The woman whose allegations sparked the inquiry leading to Damian Green’s sacking is considering legal action or complaining to the press regulator after “inaccurate” text messages between her and the former cabinet minister were leaked.
Kate Maltby said she has been “forced to consider all recourse” after the Mail on Sunday published messages between her and Mr Green, sent after the Conservative MP had allegedly acted inappropriately towards her.
In a series of tweets, the journalist said “for technical reasons” some of the texts could “only have been released by Damian Green” and they have been “crudely edited” to suit the former first secretary of state.
Mr Green reportedly denies any involvement in the leaking of the messages.
Ms Maltby sparked a Cabinet Office inquiry into Mr Green, who is three decades older than her, by claiming he “fleetingly” touched her knee during a meeting in a pub in 2015, and a year later sent her a “suggestive” text message after she was pictured wearing a corset in a newspaper.
That led to Theresa May sacking her de facto deputy after he made “misleading” statements about subsequent and separate allegations that police found pornography on computers in his parliamentary office in 2008.
Reporting the probe’s findings, Cabinet Secretary Sir Jeremy Heywood said that with “competing and contradictory accounts of what were private meetings” it was “not possible to reach a definitive conclusion on the appropriateness of Mr Green’s behaviour with Kate Maltby in early 2015, though the investigation found Ms Maltby’s account to be plausible”.
Text messages seen by the Mail on Sunday suggest Ms Maltby sent texts to Mr Green this year, which appeared friendly in tone and included one in February which said “hope to catch up when things calm down”.
Mr Green reportedly replied: “They never do so let’s fix a date soon”, to which Ms Maltby is said to have replied: “Great. Night night.”
Ms Maltby alleged the original messages passed to the newspaper had left out Mr Green’s invitation to “fix a date”, and that this was only included after she was asked to respond to the story before publication.

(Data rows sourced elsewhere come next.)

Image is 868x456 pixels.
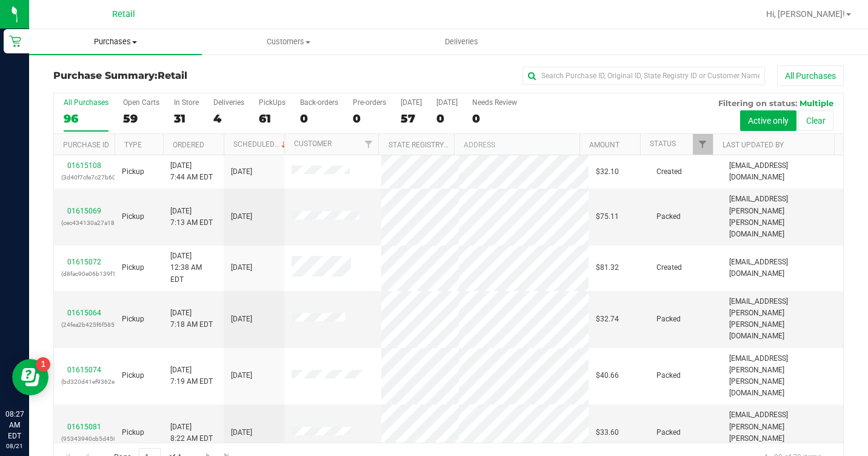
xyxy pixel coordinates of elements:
a: 01615069 [68,207,101,215]
span: Filtering on status: [718,98,797,108]
div: 0 [300,111,338,125]
a: 01615081 [68,423,101,431]
div: [DATE] [436,98,458,107]
p: (cec434130a27a184) [61,217,107,228]
div: 61 [259,111,285,125]
span: Retail [112,9,135,19]
span: [DATE] [231,211,252,222]
span: Created [656,262,682,273]
button: Active only [740,110,796,131]
div: 0 [352,111,386,125]
span: Retail [158,70,187,81]
span: [DATE] 8:22 AM EDT [170,421,212,444]
span: Pickup [122,370,144,381]
span: [DATE] 7:18 AM EDT [170,307,212,331]
span: Packed [656,211,681,222]
a: Deliveries [375,29,548,55]
p: (95343940cb5d4505) [61,433,107,444]
div: Open Carts [123,98,159,107]
div: Deliveries [213,98,244,107]
span: $81.32 [596,262,619,273]
div: Back-orders [300,98,338,107]
span: Packed [656,427,681,438]
a: Purchase ID [63,141,109,149]
a: 01615108 [68,161,101,170]
span: Deliveries [429,37,494,47]
span: Created [656,166,682,178]
div: 0 [472,111,517,125]
div: 57 [401,111,422,125]
inline-svg: Retail [9,35,21,47]
p: (3d40f7cfe7c27b60) [61,172,107,183]
p: (24fea2b425f6f585) [61,319,107,331]
span: [EMAIL_ADDRESS][PERSON_NAME][PERSON_NAME][DOMAIN_NAME] [729,296,836,343]
iframe: Resource center [12,359,49,395]
div: Pre-orders [352,98,386,107]
input: Search Purchase ID, Original ID, State Registry ID or Customer Name... [522,67,765,85]
span: [DATE] [231,262,252,273]
span: $32.74 [596,314,619,325]
div: 4 [213,111,244,125]
p: 08/21 [5,441,24,451]
a: Filter [358,134,378,155]
span: [EMAIL_ADDRESS][DOMAIN_NAME] [729,256,836,279]
div: 59 [123,111,159,125]
span: Packed [656,314,681,325]
span: Customers [203,37,374,47]
a: Amount [589,141,620,149]
h3: Purchase Summary: [54,70,317,81]
span: Pickup [122,262,144,273]
span: [DATE] 7:44 AM EDT [170,160,212,183]
a: Last Updated By [723,141,783,149]
span: [DATE] [231,370,252,381]
a: Purchases [29,29,202,55]
div: All Purchases [64,98,108,107]
a: 01615072 [68,258,101,266]
a: Status [649,139,676,148]
div: 0 [436,111,458,125]
span: [DATE] 7:13 AM EDT [170,206,212,228]
span: Purchases [29,37,202,47]
span: [DATE] [231,166,252,178]
a: 01615074 [68,365,101,374]
span: [DATE] [231,314,252,325]
div: [DATE] [401,98,422,107]
p: (bd320d41ef9362e3) [61,376,107,387]
a: Type [124,141,142,149]
span: [DATE] 7:19 AM EDT [170,364,212,387]
p: 08:27 AM EDT [5,409,24,441]
th: Address [454,134,579,155]
span: $33.60 [596,427,619,438]
div: PickUps [259,98,285,107]
div: Needs Review [472,98,517,107]
span: [EMAIL_ADDRESS][PERSON_NAME][PERSON_NAME][DOMAIN_NAME] [729,353,836,399]
a: State Registry ID [388,141,452,149]
span: Multiple [799,98,833,108]
span: Pickup [122,314,144,325]
div: In Store [174,98,199,107]
a: Filter [693,134,713,155]
a: 01615064 [68,309,101,317]
button: All Purchases [777,66,844,86]
span: Pickup [122,211,144,222]
button: Clear [798,110,833,131]
p: (d8fac90e06b139f1) [61,268,107,279]
iframe: Resource center unread badge [36,357,51,371]
div: 31 [174,111,199,125]
a: Ordered [173,141,205,149]
span: [DATE] 12:38 AM EDT [170,250,216,286]
span: [EMAIL_ADDRESS][PERSON_NAME][PERSON_NAME][DOMAIN_NAME] [729,194,836,240]
a: Customer [294,139,332,148]
span: [EMAIL_ADDRESS][DOMAIN_NAME] [729,160,836,183]
span: [EMAIL_ADDRESS][PERSON_NAME][PERSON_NAME][DOMAIN_NAME] [729,409,836,456]
span: $32.10 [596,166,619,178]
span: Packed [656,370,681,381]
a: Scheduled [233,140,289,149]
span: [DATE] [231,427,252,438]
span: Pickup [122,166,144,178]
span: $40.66 [596,370,619,381]
span: $75.11 [596,211,619,222]
div: 96 [64,111,108,125]
a: Customers [202,29,374,55]
span: Pickup [122,427,144,438]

In another message on July 13 after the Spectator magazine’s summer party, Ms Maltby reportedly tells Mr Green one of his aides has been “smooching the room” on his behalf.
But Ms Maltby claimed she had “never, ever used the word ‘smooching’. That is a lie”.
She also accused the newspaper of failing to publish her response to the story in full, adding in a series of tweets: “I had really, really wanted to switch off for Christmas and make no further comment on the matter of Green. But the Mail on Sunday have printed text messages today purporting to be from me that are inaccurate and attribute words I have not used.”
Ms Maltby added: “I keep being asked if the answer is more press regulation. As a libertarian, I say no. I wrote this to a newspaper yesterday who asked me about Leveson. But after declining all legal & IPSO (Independent Press Standards Organisation) options on principle for the last 8 weeks, I am now forced to consider all recourse.”
Mr Green’s allies were accused of launching a “dirty tricks” campaign after the messages were leaked.
Tory former minister Anna Soubry told the Sunday Times: “It appears that Green’s allies barely paused for breath after he apologised for the distress caused to Kate Maltby before launching an attack.
“It smacks of a dirty ticks campaign and is unhelpful to the Government when it is still dealing with the fallout of the Westminster scandal.”
On Friday, Mrs May said the first she knew about allegations of inappropriate conduct by Mr Green was when she read about them in the press in October.
It came after the Daily Telegraph reported that Ms Maltby told a Downing Street aide about her allegations against Mr Green in September 2016, and she was informed it was part of a pattern of behaviour, and that “the Prime Minister knows”.
Labour MP Jess Phillips tweeted: “The rhetoric that says nothing bad can have happened because a woman carried on sending messages, forgets the fact the most violence against women is done by people they live with. You might as well say ‘she was asking for it’.”
The Mail on Sunday said: “We invited Ms Maltby to check the accuracy of the text exchanges we were shown. We made the changes she requested.”